TASK REQUIREMENTS:
From the entries below, reproduce exactly the line containing "Task: Click on the progress-bar-fill", the line containing "What do you see at coordinates (168, 139)", and every line in between, with nothing added.

:: SUPPLIED ENTRIES

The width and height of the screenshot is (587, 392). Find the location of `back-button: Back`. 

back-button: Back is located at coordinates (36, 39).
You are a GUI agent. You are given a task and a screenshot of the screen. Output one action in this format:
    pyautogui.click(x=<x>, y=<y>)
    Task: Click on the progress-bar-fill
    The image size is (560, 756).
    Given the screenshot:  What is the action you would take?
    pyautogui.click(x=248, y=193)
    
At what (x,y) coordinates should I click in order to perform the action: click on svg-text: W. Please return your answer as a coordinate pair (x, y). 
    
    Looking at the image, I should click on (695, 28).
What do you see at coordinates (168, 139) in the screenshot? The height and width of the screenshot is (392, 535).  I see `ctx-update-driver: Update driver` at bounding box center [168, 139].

::::
:: SUPPLIED ENTRIES

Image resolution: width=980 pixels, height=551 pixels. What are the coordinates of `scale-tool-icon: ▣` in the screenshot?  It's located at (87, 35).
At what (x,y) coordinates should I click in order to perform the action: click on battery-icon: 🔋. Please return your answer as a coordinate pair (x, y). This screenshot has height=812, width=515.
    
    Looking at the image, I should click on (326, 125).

::::
:: SUPPLIED ENTRIES

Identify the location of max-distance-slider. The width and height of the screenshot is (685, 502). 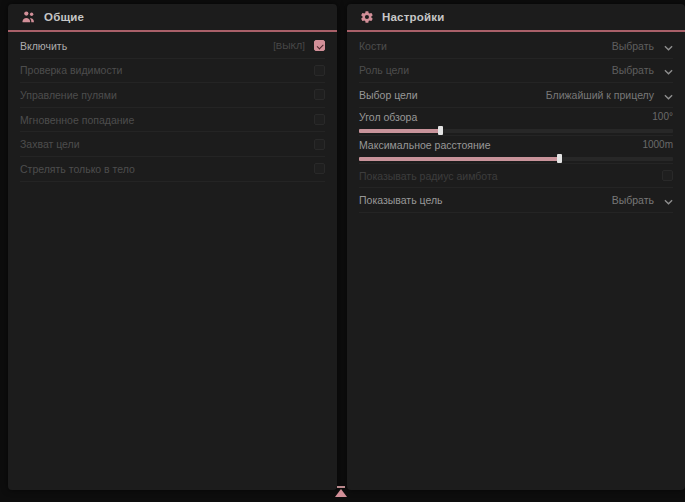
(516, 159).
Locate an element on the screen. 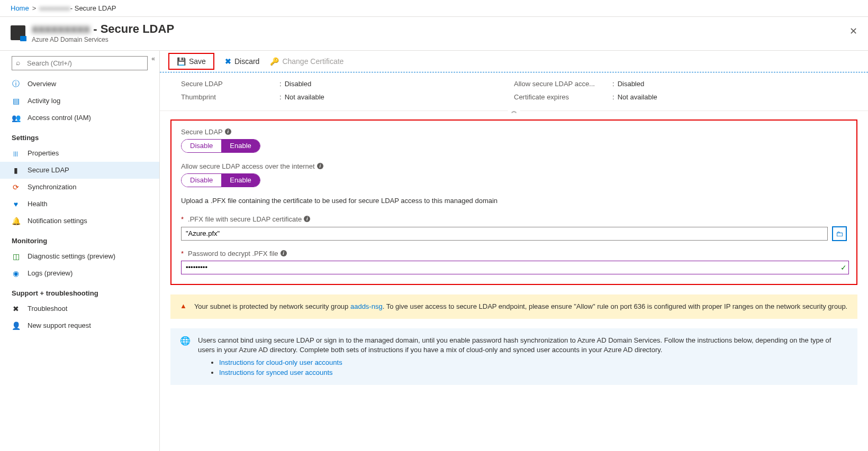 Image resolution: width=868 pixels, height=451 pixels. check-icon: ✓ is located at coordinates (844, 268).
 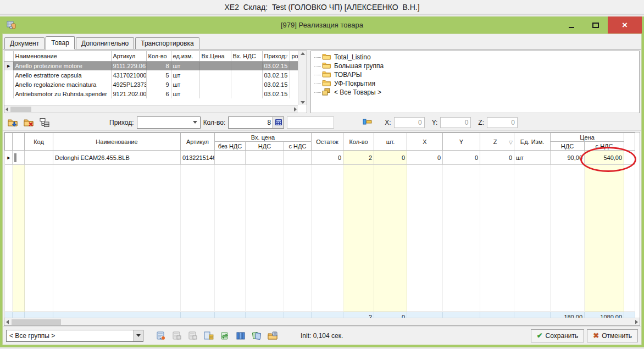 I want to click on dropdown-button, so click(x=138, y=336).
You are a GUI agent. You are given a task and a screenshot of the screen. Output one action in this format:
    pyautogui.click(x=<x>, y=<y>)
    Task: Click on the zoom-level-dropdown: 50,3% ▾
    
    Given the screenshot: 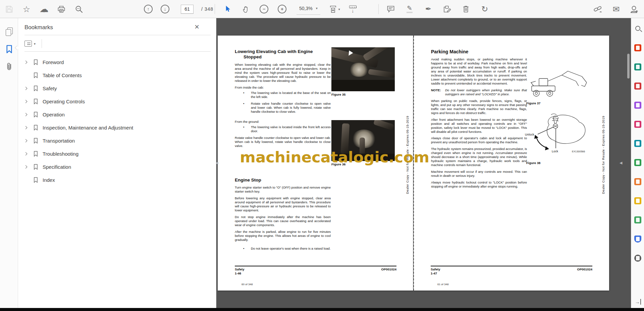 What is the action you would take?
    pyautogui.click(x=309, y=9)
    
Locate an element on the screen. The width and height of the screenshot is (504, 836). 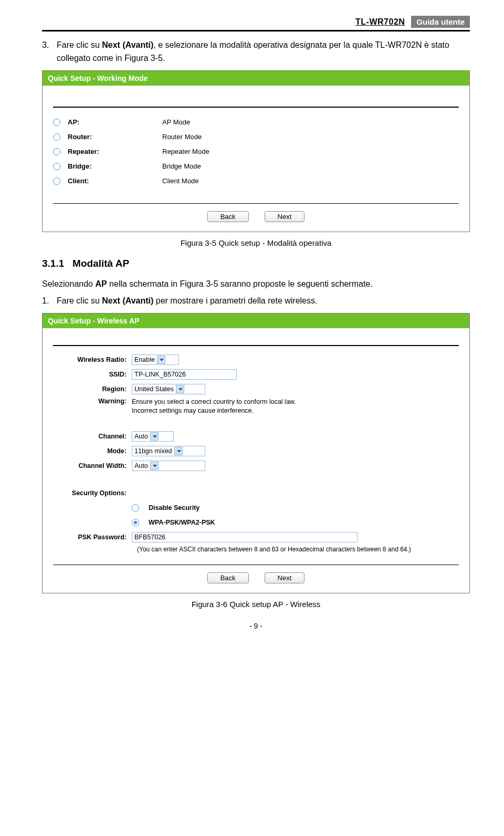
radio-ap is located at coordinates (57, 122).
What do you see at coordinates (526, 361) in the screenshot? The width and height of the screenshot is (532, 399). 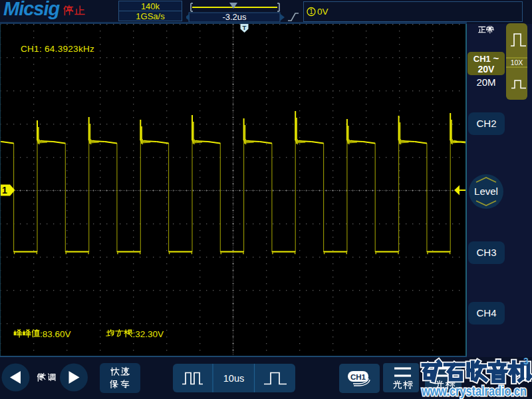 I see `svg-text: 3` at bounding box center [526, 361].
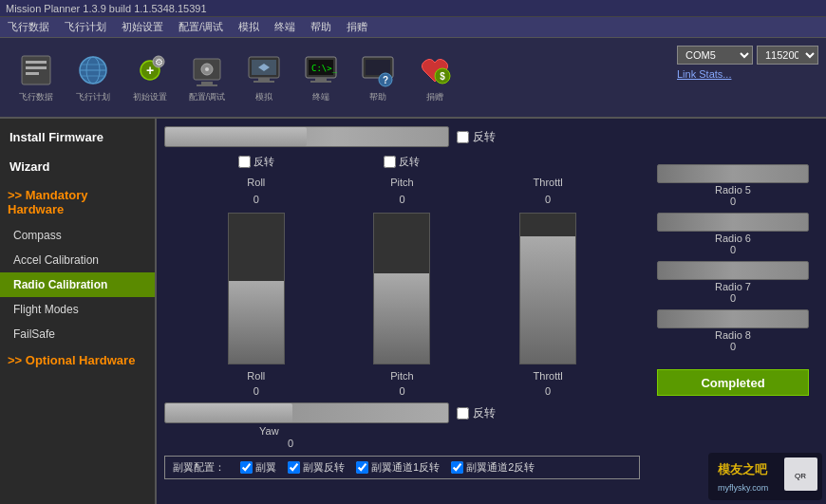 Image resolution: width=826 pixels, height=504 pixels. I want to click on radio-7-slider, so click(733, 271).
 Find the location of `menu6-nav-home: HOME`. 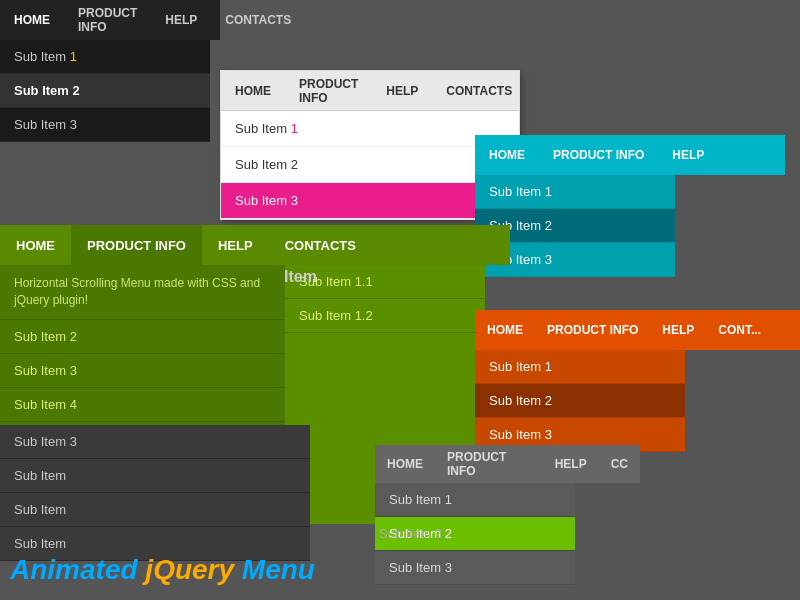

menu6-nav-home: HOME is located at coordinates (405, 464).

::::

RESPONSE BELOW:
    Task: Click on the progress-bar-fill
    The image size is (560, 756).
    Given the screenshot:  What is the action you would take?
    pyautogui.click(x=248, y=193)
    
At what (x,y) coordinates should I click in order to perform the action: click on svg-text: W. Please return your answer as a coordinate pair (x, y). 
    
    Looking at the image, I should click on (695, 28).
What do you see at coordinates (168, 139) in the screenshot? The height and width of the screenshot is (392, 535).  I see `ctx-update-driver: Update driver` at bounding box center [168, 139].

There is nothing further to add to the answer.